When Teachers Are Heroes

Yesterday I woke up to news that my high school art teacher had died. He was loving, kind, generous, and sassy. He introduced me to artists and movements. He helped me get through a transitional period and into art school. He helped a lot of people survive and become who they are today. He made life more worth living.

Roger Montgomery Mulford (1937 - 2022)
Roger Montgomery Mulford (1937 – 2022)

He was one of those people who didn’t have to come out of the closet. Unapologetically himself, his temperament was somewhere between John Waters and Lady Elaine Fairchilde. His art room was an oasis of misfits that had the feel of the Andy Warhol Factory long before the idea of safe spaces existed.

He was fiercely protective. When he learned that a so-called “guidance” counselor had been pulling me out of classes to espouse bigoted views of LGBT people, he grew livid. He spoke up to the administration, so I never had to work with that “guidance” counselor again.


He turned me on to Vegas in Space, a sci-fi comedy about cadets who go undercover as mid-twentieth century showgirls to investigate the theft of girlinium, a rare element that regulates a women-only pleasure planet. The low budget film made by drag queens critiqued our culture’s arbitrary standards of beauty and good taste. Anyone caught wearing beige could be executed on site.

In another scene from the film, much of which was shot in black and white, we learn that the planet’s atmosphere is too thin to hold color, so inhabitants must use a color booster. When protagonist, Captain Tracey Daniels asks, “so everything here is fake?”, Veneer, queen of police, flatly responds, “yes, the real world is rather colorless”.

When class was over students stored half finished drawings in a cabinet. Occasionally when we pulled them out to work on them again we’d notice mysterious alterations. One day a friend pointed out that her watercolor depicting a grandmother at a picnic had been painted over. Instead of holding a sandwich, she appeared to be smoking something pleasant with various woodland creatures.

At the onset of the pandemic when I reached out with a sappy message to say how much I appreciated him, he laughed it off. “Ha.. I just had fun.. You brought joy.”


PROBLEM TO WORK ON: The required result is one figure, the count of lines below with the string "arrow" in them.
--
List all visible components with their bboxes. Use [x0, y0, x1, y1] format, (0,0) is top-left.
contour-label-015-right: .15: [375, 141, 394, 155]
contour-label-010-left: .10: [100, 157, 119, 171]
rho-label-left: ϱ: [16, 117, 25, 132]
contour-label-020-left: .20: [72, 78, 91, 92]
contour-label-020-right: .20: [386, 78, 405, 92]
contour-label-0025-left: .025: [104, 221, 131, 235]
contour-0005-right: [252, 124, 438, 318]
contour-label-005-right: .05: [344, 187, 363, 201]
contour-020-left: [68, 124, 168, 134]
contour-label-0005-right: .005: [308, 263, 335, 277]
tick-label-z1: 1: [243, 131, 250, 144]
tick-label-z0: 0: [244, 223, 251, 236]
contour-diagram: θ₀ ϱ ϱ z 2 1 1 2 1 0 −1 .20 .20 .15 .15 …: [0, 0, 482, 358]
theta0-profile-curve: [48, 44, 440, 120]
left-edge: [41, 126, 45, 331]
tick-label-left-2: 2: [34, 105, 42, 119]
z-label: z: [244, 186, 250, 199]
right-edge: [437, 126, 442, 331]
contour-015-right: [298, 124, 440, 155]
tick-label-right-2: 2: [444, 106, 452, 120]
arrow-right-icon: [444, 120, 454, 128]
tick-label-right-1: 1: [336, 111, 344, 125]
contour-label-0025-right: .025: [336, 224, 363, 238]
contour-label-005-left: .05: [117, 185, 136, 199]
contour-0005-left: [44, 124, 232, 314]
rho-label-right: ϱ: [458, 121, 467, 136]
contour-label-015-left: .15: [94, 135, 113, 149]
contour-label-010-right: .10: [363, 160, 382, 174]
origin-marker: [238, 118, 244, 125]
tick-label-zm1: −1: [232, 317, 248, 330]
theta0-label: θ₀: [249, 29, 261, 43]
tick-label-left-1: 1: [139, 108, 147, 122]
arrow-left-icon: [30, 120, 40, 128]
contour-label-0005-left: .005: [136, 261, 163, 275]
--
SOLVED PROBLEM: 2